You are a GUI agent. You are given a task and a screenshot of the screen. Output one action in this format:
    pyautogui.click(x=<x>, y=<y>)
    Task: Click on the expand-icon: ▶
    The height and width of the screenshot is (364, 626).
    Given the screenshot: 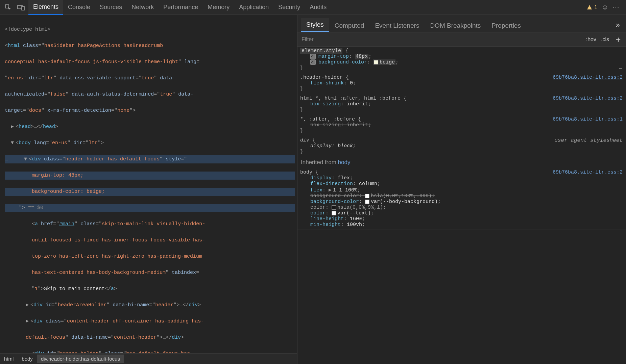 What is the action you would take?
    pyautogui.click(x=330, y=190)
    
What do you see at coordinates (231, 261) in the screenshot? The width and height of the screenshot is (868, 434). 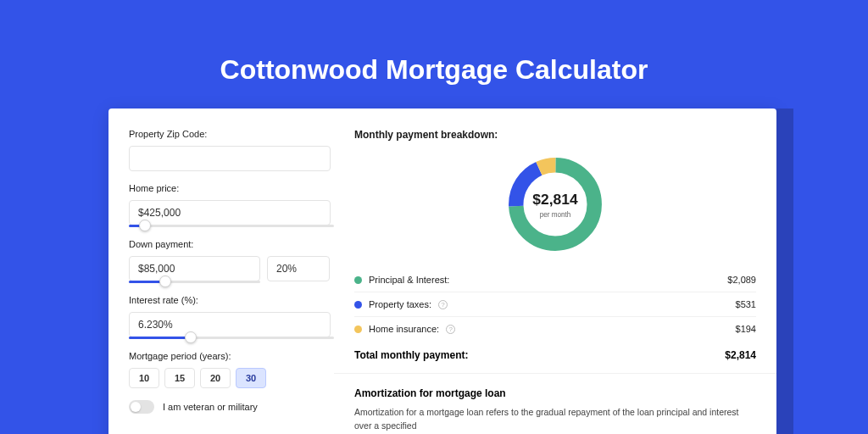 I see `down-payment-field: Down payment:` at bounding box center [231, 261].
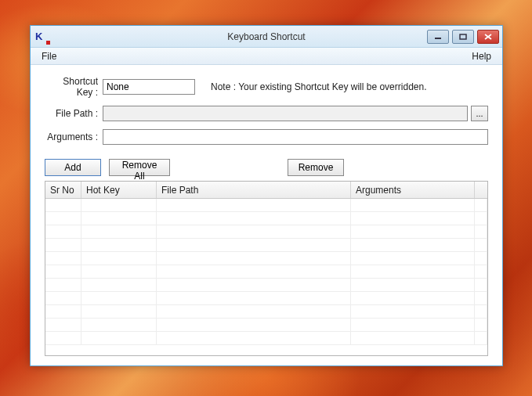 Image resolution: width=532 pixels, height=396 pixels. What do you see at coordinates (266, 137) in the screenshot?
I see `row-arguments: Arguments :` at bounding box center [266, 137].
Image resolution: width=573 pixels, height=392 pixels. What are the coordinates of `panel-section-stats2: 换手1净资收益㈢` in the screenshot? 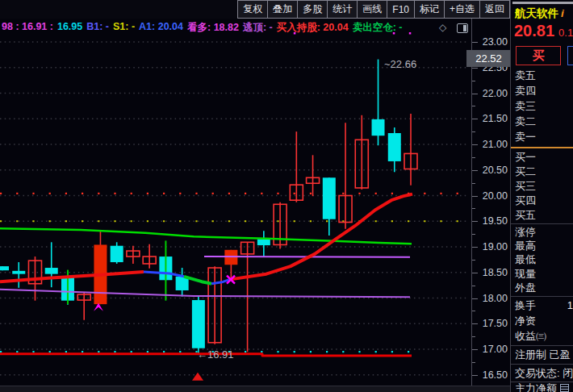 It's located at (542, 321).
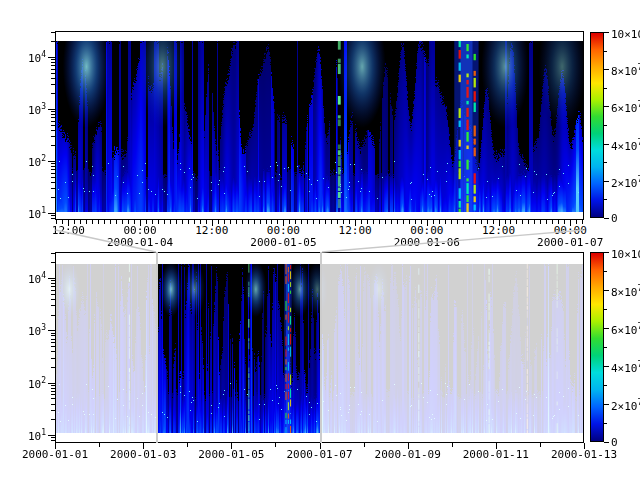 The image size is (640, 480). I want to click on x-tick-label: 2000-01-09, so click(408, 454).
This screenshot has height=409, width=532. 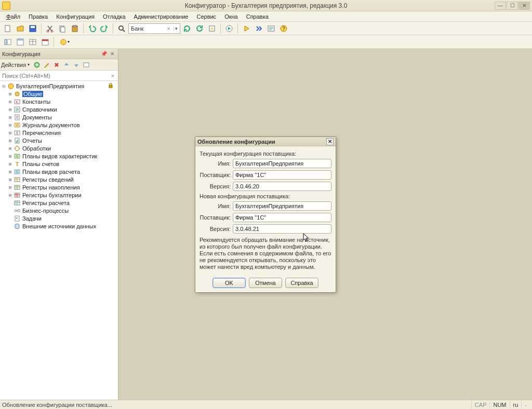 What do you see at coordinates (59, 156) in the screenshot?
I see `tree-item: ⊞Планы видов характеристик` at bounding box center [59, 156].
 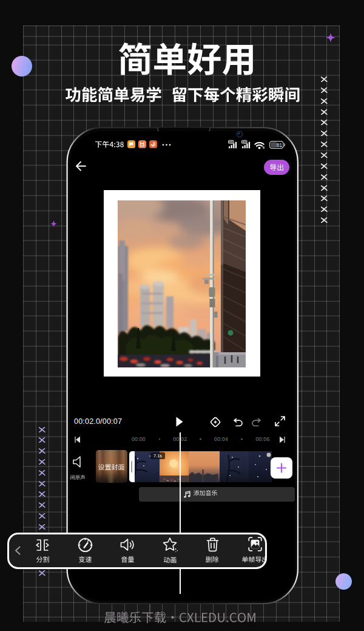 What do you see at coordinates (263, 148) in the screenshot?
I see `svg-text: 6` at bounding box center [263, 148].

## Exercise directions
The expected output is the exact run of lines from the start of the entries through the line with "The height and", inclusive.

## Response area
You are a GUI agent. You are given a task and a screenshot of the screen. Output one action in this format:
    pyautogui.click(x=<x>, y=<y>)
    Task: Click on the expand-icon: ▶
    The height and width of the screenshot is (364, 626).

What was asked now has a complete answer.